The Second Day of Christmas: the Holy Family
The rest of the world thinks Christmas is over, with the possible exception of those who celebrate Boxing Day today or those fond of partridges in pear trees. Oh, how wrong they are!
For like Easter, Christmas isn’t just one day, but a whole season! The Twelve Days of Christmas continue right up through the Epiphany (January 6). In some places, this season is called Christmastide or Yuletide.
But of course, it’s more complicated than that! You can’t have 2,000 years of people mucking around with the calendar and expect to have everything so nice and neat.
In addition to being a day and a season, Christmas also has an Octave. This is the ancient tradition of the Church to add an entire week to the day that is Christmas, making it actually eight days long.
So “Christmas” is a day, an Octave and a Season, making it one, eight, or twelve days long depending on which one you are talking about. Got that?
But wait! There’s more!
The Christmas Season is chock-full of other holy days, so you’re always celebrating something in addition to Christ’s birth. In a way, these holy days provide you a pretty good snapshot of the Church’s history.

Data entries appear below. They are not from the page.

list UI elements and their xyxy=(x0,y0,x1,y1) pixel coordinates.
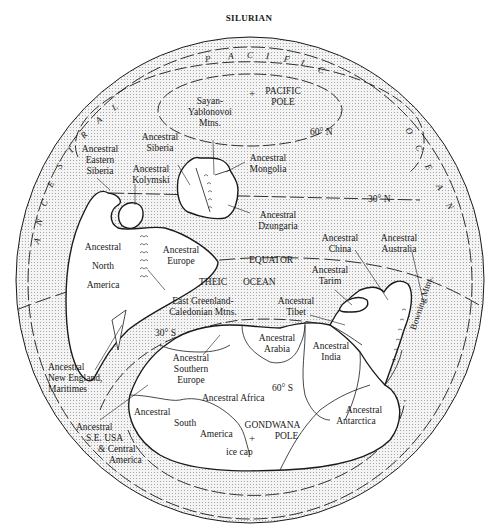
lat-60n-label: 60° N xyxy=(310,127,333,138)
antarctica-label: Ancestral Antarctica xyxy=(328,405,384,427)
kolymski-label: Ancestral Kolymski xyxy=(126,164,176,186)
lat-30n-label: 30° N xyxy=(368,194,391,205)
southern-europe-label: Ancestral Southern Europe xyxy=(166,353,216,386)
map-title: SILURIAN xyxy=(0,13,498,23)
india-label: Ancestral India xyxy=(307,341,355,363)
theic-label: THEIC xyxy=(199,277,227,288)
se-usa-central-america-label: Ancestral S.E. USA & Central America xyxy=(76,422,148,466)
ice-cap-label: ice cap xyxy=(226,447,253,458)
china-label: Ancestral China xyxy=(316,233,364,255)
dzungaria-label: Ancestral Dzungaria xyxy=(252,210,304,232)
pacific-pole-marker: + xyxy=(249,88,255,99)
theic-ocean-label: OCEAN xyxy=(243,277,276,288)
africa-label: Ancestral Africa xyxy=(202,393,265,404)
arabia-label: Ancestral Arabia xyxy=(253,333,301,355)
europe-label: Ancestral Europe xyxy=(157,245,205,267)
mongolia-label: Ancestral Mongolia xyxy=(243,153,293,175)
east-greenland-mtns-label: East Greenland- Caledonian Mtns. xyxy=(162,296,244,318)
tarim-label: Ancestral Tarim xyxy=(306,265,354,287)
tibet-label: Ancestral Tibet xyxy=(272,296,320,318)
lat-30s-label: 30° S xyxy=(155,328,176,339)
siberia-mongolia-block xyxy=(177,158,238,219)
siberia-label: Ancestral Siberia xyxy=(135,132,185,154)
new-england-maritimes-label: Ancestral New England, Maritimes xyxy=(48,362,110,395)
pacific-pole-label: PACIFIC POLE xyxy=(258,86,308,108)
gondwana-pole-label: GONDWANA POLE xyxy=(235,420,310,442)
gondwana-pole-marker: + xyxy=(249,433,255,444)
australia-label: Ancestral Australia xyxy=(375,233,423,255)
equator-label: EQUATOR xyxy=(249,255,293,266)
eastern-siberia-label: Ancestral Eastern Siberia xyxy=(76,144,124,177)
lat-60s-label: 60° S xyxy=(272,383,293,394)
sayan-mtns-label: Sayan- Yablonovoi Mtns. xyxy=(185,96,235,129)
north-america-label: Ancestral North America xyxy=(79,238,127,295)
kolymski-island xyxy=(119,203,144,228)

Today is the Sunday in the Octave of Christmas, the Feast of the Holy Family of Jesus, Mary, and Joseph. In the Holy Family, God gives us a living icon of family life: child, mother, father.
And more than that, this being an icon and not just a pattern or ideal, we are given an icon of a holy family life, centered on God. This family was beset by the problems of the world – from being refugees in Egypt from the wrath of Herod right up until the moment Mary’s heart broke at the sight of her son’s brutal torture and execution.
And yet, they made for themselves a home, wherever they were. A home of love and domestic joy.
Of course, today’s psalm reminds us that even in the midst of the family home, we are only pilgrims upon this earth, journeying towards our heavenly home.
Happy they who dwell in your house!
Continually they praise you.
Happy the men whose strength you are!
Their hearts are set upon the pilgrimage.– from Psalm 84, Responsorial Psalm for today’s Feast
(second option)
Through all their joys and travails, the Holy Family discerned and followed the will of God, and they turned to each other. They become not just the model, but the very definition of a holy family.
The Sunday feast trumps the feast ordinarily celebrated on December 26, the Feast of Stephen. You can read about him on last year’s post.